A ban on street drinking in the city centre looks to be extended for a further three years.
The public space protection order (PSPO) bans the drinking of alcohol throughout the city centre – and several other parts of Worcester – and also forces people to give up their booze.
The PSPO will apply to the whole of Worcester’s city centre and additional areas at Cranham Drive and Windermere Drive in Warndon, King George V playing fields, an area around Rose Avenue in Tolladine and the Blackpole Industrial Estate.
Anyone found in breach of the rules would be guilty of a criminal offence and could receive a fixed penalty notice of up to £70 or, if prosecuted via a magistrate’s court, a maximum fine of £1,000.
Worcester City Council’s communities committee meets on Wednesday (May 26) and will be asked to extend the current order, which came into force in 2018, until August 2024 before it expires in three months time.
West Mercia Police said there had been 936 incidents of alcohol-related anti-social behaviour in the city centre between August 2017 and March 2021. The number of incidents dropped by a quarter in the first year of the order.
The council carried out a public consultation on the extension proposals in March with 165 replies.
More than three quarters of respondents were aware of the order and 109 of those people recognised the signs used to advertise the areas covered by the PSPO.
Seventy per cent of people said they agreed that alcohol-related anti-social behaviour was an issue and more than 60 per cent of people said they report it to police if they saw it.
Thirty per cent of people said they would not report alcohol-related anti-social behaviour at all if they saw it. Half of the respondents said the current order had been effective or ‘somewhat’ effective.
Just under two thirds of people said the current area covered by the order was ‘appropriate’ and a quarter of people said it needed to be extended further.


-- Directions for this task --
Every line of the listing that holds the word "islands" should be returned.

-- Material provided --
##########
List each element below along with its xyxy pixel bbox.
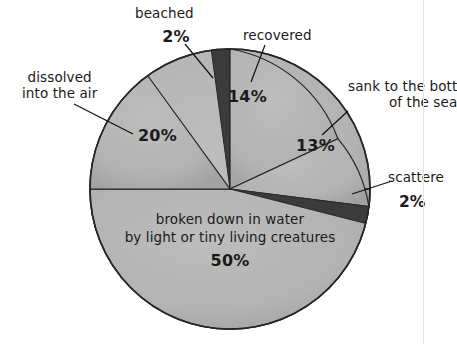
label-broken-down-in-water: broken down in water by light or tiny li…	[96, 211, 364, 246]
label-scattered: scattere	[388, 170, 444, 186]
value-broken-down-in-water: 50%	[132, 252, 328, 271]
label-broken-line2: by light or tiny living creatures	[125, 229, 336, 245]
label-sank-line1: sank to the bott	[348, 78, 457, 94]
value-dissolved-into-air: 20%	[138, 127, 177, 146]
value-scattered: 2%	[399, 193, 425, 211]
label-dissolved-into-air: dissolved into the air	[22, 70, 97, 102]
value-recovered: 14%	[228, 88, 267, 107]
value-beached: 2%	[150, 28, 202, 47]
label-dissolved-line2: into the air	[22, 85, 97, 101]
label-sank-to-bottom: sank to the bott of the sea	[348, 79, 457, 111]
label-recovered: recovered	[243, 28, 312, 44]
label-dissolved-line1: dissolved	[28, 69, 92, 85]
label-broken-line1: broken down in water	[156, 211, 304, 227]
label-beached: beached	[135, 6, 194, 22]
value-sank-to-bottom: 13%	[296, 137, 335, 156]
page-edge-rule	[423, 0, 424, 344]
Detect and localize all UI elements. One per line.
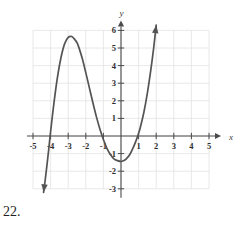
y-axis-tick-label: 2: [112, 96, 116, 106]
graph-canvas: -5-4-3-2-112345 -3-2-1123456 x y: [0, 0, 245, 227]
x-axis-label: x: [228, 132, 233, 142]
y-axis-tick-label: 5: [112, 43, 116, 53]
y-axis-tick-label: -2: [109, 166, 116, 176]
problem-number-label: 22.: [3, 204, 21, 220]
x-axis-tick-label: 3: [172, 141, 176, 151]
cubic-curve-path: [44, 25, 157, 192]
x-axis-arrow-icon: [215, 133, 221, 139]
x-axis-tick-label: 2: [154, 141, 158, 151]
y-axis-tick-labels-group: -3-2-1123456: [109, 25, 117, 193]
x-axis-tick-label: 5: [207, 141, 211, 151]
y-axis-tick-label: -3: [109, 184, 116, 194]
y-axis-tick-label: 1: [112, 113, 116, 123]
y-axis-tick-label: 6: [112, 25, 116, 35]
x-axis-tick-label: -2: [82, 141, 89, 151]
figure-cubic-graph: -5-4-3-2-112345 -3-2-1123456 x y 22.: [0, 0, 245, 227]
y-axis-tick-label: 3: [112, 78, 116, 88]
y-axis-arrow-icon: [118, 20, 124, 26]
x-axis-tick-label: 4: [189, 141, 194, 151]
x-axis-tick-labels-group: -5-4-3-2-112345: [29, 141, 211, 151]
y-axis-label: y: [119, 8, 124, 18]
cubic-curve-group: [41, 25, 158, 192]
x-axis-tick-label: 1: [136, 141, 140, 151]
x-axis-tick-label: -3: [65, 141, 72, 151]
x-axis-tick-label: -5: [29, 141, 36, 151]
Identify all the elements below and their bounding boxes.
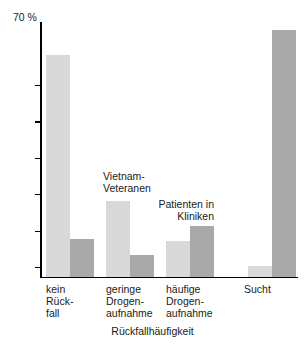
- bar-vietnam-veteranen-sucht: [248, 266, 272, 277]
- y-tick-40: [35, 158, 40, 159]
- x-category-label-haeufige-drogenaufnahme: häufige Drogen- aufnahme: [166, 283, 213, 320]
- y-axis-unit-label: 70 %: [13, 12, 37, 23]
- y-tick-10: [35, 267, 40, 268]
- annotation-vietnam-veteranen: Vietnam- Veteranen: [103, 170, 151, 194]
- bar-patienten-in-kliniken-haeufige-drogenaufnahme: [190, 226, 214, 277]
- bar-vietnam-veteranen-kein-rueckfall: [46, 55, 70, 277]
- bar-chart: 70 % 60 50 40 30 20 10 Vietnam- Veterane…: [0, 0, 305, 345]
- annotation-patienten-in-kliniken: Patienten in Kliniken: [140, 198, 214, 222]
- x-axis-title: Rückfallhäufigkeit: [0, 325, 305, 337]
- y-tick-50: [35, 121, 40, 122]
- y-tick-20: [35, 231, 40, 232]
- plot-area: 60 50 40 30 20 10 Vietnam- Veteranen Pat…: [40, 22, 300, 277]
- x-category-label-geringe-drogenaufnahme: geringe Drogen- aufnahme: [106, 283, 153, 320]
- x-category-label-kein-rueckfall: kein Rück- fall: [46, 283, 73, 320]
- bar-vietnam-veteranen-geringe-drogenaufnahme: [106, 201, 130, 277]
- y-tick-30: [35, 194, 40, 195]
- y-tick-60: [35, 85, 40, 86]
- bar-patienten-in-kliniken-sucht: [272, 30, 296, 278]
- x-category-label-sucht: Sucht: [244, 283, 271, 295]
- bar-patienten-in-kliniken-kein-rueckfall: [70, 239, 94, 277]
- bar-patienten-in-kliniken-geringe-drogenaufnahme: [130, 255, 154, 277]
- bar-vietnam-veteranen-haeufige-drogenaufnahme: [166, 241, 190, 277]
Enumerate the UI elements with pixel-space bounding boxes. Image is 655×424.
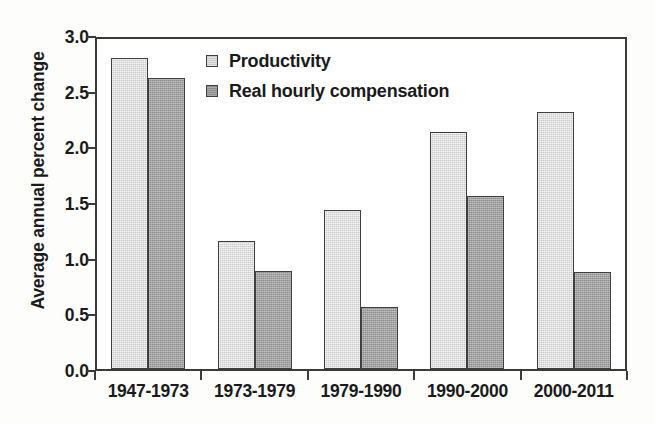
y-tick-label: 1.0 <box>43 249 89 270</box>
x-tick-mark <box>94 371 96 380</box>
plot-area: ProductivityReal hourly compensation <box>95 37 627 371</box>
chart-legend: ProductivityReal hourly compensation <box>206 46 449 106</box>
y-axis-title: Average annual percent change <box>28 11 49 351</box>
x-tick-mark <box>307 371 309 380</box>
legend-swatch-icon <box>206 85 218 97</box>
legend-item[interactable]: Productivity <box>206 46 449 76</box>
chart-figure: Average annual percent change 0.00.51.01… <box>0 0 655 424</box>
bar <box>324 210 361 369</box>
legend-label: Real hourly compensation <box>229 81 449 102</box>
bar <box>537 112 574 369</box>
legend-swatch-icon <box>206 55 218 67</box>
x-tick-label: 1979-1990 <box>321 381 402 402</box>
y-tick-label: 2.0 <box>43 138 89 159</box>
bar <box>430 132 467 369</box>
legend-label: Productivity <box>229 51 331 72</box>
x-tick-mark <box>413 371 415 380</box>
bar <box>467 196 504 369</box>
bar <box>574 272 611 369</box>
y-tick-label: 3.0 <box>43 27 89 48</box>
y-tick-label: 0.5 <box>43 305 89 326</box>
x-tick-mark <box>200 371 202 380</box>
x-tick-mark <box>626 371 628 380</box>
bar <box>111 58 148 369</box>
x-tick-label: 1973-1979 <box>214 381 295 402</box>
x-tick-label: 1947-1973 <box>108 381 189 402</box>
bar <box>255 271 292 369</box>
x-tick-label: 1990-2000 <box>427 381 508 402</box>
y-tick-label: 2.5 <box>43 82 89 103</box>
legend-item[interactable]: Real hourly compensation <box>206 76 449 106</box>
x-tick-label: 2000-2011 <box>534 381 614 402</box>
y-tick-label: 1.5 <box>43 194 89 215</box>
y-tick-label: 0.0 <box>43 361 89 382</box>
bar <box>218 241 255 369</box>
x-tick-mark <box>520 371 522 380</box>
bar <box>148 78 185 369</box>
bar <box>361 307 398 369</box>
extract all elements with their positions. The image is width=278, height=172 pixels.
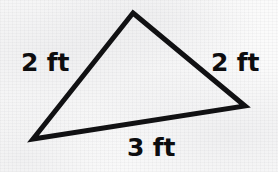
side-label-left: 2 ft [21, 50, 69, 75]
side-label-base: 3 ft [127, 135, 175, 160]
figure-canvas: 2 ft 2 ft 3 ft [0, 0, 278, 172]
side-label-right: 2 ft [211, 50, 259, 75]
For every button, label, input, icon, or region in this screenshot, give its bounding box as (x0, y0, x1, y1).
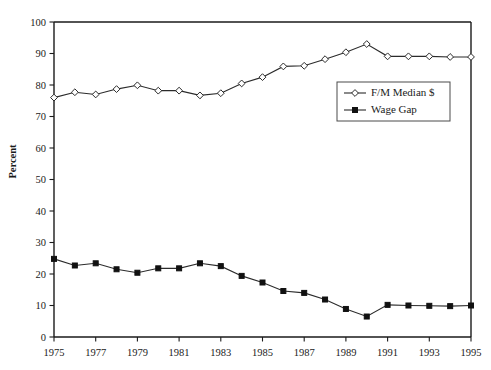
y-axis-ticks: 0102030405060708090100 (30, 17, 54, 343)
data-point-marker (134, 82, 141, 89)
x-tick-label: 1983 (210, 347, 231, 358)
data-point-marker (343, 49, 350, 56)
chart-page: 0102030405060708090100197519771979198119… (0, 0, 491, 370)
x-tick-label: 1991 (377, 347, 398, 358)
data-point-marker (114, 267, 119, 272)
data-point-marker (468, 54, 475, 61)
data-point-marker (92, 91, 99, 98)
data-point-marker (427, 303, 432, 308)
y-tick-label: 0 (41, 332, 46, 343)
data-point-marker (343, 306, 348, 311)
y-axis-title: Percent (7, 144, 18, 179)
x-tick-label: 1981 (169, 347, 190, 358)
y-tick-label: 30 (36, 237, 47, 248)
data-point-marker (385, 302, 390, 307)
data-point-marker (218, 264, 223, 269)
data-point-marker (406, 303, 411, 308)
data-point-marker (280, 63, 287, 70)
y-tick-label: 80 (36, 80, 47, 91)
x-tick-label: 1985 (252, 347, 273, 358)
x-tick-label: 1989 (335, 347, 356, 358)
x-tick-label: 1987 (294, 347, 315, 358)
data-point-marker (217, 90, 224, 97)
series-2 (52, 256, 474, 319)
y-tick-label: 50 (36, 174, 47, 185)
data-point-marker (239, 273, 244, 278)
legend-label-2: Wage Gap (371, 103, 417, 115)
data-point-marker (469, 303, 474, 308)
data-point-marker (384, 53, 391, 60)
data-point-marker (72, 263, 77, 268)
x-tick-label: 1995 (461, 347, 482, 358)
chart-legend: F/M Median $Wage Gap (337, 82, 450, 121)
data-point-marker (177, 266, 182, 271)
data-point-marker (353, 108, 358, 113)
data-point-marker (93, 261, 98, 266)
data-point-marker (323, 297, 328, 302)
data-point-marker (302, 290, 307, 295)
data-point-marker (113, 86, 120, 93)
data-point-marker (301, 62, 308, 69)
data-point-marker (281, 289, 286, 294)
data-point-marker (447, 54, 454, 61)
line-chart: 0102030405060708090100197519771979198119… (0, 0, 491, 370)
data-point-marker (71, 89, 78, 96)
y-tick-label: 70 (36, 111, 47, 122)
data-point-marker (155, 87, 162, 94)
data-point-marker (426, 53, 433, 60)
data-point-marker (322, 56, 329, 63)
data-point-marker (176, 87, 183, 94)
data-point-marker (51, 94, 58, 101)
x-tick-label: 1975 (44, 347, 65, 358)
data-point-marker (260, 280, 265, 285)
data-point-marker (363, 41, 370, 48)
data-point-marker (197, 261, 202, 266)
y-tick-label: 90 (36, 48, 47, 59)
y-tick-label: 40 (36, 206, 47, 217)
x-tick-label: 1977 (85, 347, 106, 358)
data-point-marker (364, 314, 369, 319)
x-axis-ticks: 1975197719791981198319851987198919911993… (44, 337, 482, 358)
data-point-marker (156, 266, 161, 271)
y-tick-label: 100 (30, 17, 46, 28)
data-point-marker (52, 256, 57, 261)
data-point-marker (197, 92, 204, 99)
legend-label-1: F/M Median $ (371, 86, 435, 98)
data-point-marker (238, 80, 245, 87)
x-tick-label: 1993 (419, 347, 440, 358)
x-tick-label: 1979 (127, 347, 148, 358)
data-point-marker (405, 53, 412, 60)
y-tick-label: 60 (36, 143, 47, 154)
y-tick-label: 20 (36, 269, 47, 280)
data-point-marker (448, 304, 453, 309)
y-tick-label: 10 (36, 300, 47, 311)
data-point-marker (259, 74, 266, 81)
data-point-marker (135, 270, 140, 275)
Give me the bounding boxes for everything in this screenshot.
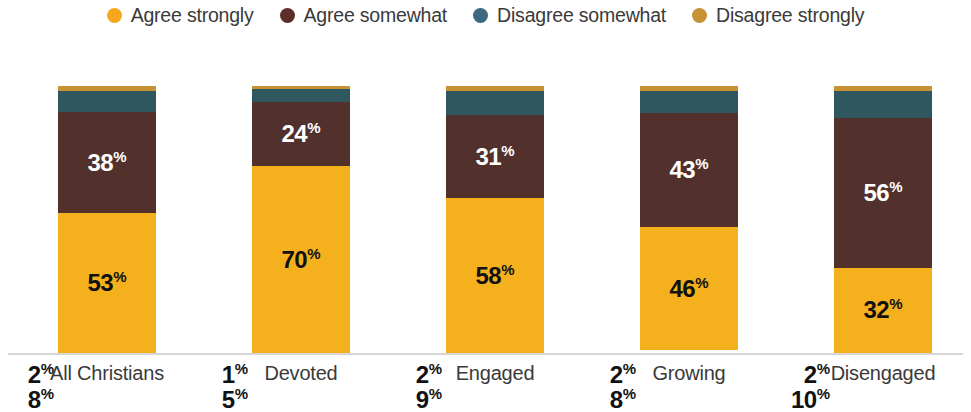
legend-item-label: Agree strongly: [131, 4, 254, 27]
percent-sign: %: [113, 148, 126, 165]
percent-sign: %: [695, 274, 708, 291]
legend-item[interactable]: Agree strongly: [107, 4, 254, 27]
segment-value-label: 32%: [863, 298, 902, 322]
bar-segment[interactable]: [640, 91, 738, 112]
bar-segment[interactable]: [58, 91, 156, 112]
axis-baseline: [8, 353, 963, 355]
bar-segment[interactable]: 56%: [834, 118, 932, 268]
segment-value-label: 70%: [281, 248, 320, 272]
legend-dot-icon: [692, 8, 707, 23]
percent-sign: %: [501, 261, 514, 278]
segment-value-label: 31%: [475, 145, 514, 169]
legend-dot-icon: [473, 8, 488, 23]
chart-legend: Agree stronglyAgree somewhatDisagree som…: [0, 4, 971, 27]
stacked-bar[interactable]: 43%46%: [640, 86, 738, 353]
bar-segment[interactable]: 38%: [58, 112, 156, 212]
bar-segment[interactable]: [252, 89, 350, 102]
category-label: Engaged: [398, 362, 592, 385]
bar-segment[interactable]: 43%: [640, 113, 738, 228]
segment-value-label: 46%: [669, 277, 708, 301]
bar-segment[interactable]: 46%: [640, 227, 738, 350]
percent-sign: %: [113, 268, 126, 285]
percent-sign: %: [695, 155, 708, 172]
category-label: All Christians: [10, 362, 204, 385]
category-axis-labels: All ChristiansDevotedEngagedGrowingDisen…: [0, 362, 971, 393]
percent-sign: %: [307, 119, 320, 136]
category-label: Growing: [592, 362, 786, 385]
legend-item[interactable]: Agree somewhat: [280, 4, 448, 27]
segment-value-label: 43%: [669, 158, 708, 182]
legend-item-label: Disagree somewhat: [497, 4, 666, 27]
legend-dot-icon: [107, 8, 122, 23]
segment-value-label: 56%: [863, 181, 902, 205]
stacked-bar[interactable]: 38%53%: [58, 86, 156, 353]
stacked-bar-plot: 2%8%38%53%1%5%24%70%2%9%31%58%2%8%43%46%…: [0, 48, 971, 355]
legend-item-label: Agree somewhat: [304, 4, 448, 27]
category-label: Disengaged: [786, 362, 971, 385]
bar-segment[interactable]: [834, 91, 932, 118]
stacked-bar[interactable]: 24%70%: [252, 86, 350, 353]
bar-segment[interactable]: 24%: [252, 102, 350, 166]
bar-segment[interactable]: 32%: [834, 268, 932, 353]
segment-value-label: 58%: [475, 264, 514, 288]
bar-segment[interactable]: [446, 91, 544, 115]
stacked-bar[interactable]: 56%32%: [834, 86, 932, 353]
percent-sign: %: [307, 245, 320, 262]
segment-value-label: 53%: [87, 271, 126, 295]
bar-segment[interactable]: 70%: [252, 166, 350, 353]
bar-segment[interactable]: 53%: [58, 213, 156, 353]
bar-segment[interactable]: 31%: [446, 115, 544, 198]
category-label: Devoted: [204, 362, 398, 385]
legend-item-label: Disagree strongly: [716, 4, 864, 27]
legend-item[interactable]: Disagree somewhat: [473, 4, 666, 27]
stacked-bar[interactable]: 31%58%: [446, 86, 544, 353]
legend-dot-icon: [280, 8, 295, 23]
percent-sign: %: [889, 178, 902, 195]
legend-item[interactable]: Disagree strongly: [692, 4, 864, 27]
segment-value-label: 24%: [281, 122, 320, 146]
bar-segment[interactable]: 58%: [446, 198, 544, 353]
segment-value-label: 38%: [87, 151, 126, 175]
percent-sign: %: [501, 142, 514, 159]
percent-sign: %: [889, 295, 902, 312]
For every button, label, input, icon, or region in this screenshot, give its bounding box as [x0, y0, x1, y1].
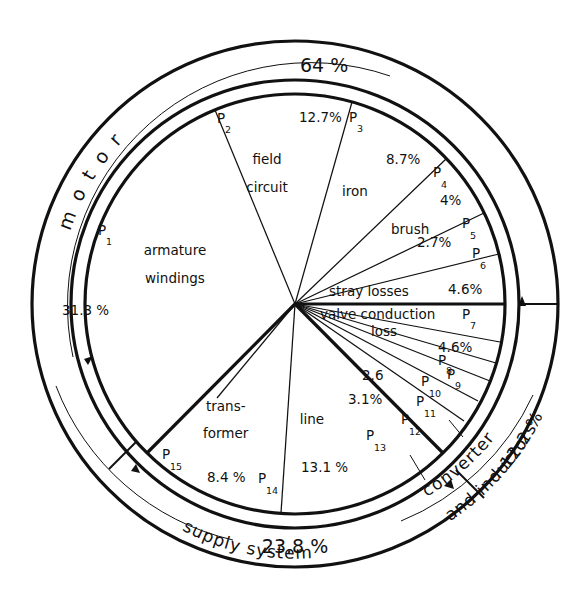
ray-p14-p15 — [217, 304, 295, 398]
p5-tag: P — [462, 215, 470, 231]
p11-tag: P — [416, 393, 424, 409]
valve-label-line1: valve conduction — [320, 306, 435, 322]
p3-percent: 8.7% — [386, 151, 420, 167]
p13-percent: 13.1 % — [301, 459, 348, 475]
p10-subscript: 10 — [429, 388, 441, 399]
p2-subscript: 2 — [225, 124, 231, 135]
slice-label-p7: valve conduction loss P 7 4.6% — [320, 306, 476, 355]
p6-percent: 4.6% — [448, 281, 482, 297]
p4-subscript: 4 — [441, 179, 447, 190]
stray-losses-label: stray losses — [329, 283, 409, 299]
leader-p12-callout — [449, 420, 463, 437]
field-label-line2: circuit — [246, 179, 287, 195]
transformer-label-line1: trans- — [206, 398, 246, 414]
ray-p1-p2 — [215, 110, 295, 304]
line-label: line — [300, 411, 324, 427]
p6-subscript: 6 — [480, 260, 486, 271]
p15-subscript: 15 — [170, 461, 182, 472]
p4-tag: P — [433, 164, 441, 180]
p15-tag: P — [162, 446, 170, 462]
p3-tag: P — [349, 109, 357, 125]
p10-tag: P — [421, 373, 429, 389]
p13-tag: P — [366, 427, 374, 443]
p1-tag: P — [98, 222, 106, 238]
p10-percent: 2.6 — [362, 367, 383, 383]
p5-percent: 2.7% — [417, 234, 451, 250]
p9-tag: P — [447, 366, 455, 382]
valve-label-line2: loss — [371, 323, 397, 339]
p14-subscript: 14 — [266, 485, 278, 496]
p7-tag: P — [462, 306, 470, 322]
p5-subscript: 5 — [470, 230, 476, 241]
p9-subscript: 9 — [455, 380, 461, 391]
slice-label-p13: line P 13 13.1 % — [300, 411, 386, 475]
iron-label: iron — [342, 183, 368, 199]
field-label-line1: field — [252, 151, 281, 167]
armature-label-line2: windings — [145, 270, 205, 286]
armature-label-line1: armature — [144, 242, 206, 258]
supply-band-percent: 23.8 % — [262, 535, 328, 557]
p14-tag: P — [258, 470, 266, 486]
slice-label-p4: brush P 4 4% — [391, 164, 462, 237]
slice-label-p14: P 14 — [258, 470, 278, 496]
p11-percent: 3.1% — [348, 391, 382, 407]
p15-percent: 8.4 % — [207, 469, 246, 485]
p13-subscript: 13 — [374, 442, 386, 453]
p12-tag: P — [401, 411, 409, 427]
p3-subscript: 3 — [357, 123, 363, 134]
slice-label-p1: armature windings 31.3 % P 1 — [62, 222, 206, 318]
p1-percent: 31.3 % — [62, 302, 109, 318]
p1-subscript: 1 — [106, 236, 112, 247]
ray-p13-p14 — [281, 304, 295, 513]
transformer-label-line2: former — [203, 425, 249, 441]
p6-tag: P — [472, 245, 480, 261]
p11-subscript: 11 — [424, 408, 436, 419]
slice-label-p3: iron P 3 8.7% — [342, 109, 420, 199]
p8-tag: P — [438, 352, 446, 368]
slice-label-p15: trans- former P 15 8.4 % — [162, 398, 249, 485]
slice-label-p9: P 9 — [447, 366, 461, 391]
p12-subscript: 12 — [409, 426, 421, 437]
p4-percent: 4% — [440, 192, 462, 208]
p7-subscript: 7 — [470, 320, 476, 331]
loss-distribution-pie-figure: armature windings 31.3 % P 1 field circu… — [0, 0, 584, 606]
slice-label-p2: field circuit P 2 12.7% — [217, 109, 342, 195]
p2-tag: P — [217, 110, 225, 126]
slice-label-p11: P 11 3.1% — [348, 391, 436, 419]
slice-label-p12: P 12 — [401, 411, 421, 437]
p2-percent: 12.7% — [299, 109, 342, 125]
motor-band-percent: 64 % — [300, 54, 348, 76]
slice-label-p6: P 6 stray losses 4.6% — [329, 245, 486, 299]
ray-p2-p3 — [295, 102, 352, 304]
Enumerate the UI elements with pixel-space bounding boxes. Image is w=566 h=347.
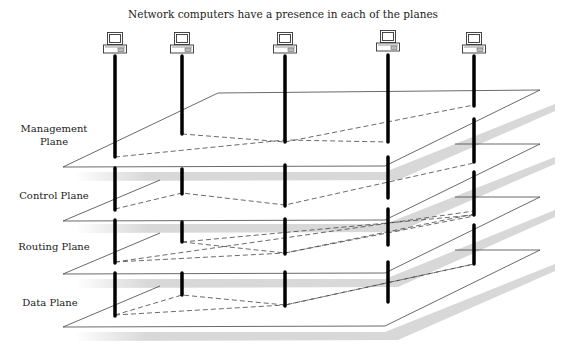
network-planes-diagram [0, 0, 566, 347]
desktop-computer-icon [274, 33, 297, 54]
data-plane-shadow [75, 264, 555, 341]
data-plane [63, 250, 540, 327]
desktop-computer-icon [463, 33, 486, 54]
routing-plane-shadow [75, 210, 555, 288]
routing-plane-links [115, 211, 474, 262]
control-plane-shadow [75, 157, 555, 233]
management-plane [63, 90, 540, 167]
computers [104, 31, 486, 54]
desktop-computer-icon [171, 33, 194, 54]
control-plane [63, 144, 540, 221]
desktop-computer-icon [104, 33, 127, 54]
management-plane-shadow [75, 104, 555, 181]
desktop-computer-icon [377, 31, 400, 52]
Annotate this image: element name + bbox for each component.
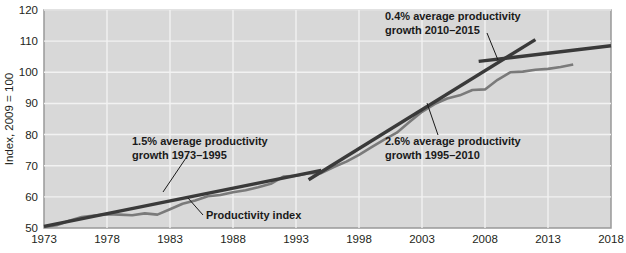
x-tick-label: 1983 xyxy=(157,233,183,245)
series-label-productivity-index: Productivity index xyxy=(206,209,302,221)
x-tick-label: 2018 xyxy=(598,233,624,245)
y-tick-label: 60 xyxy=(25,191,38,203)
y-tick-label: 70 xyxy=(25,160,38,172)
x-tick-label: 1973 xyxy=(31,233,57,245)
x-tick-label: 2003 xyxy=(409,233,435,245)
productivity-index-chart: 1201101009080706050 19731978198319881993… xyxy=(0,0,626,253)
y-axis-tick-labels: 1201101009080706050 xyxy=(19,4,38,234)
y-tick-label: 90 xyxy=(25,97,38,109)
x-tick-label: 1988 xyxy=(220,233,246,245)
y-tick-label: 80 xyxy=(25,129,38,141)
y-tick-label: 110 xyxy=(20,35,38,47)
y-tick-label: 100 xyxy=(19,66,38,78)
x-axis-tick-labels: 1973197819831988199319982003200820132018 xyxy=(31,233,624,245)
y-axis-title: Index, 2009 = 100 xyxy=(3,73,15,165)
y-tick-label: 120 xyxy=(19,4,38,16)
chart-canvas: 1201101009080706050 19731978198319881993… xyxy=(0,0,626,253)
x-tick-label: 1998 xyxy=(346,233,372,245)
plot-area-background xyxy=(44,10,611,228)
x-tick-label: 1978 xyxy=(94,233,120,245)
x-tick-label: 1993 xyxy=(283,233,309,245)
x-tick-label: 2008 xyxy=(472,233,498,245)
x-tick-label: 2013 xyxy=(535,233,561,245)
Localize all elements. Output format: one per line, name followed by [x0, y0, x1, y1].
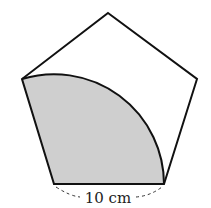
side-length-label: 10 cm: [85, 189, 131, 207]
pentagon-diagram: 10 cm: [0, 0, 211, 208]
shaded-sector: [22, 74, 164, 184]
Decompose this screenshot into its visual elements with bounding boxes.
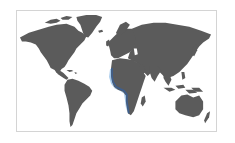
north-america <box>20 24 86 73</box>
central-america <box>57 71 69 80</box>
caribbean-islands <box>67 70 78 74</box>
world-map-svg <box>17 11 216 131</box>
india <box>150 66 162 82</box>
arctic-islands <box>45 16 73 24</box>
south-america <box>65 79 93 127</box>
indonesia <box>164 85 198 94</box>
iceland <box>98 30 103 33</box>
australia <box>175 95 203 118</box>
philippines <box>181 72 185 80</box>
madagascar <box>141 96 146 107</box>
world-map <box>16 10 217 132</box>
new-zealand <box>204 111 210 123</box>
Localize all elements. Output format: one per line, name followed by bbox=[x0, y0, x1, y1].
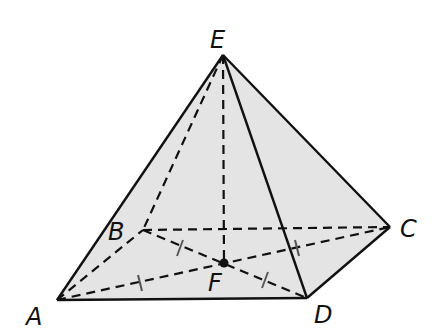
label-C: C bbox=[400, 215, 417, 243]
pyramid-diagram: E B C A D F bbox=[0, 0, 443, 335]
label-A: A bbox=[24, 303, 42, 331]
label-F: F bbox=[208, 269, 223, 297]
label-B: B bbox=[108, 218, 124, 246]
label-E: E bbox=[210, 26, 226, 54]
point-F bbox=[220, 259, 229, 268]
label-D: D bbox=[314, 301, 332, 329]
##########
-- Task response --
caribbean-islands <box>67 70 78 74</box>
arctic-islands <box>45 16 73 24</box>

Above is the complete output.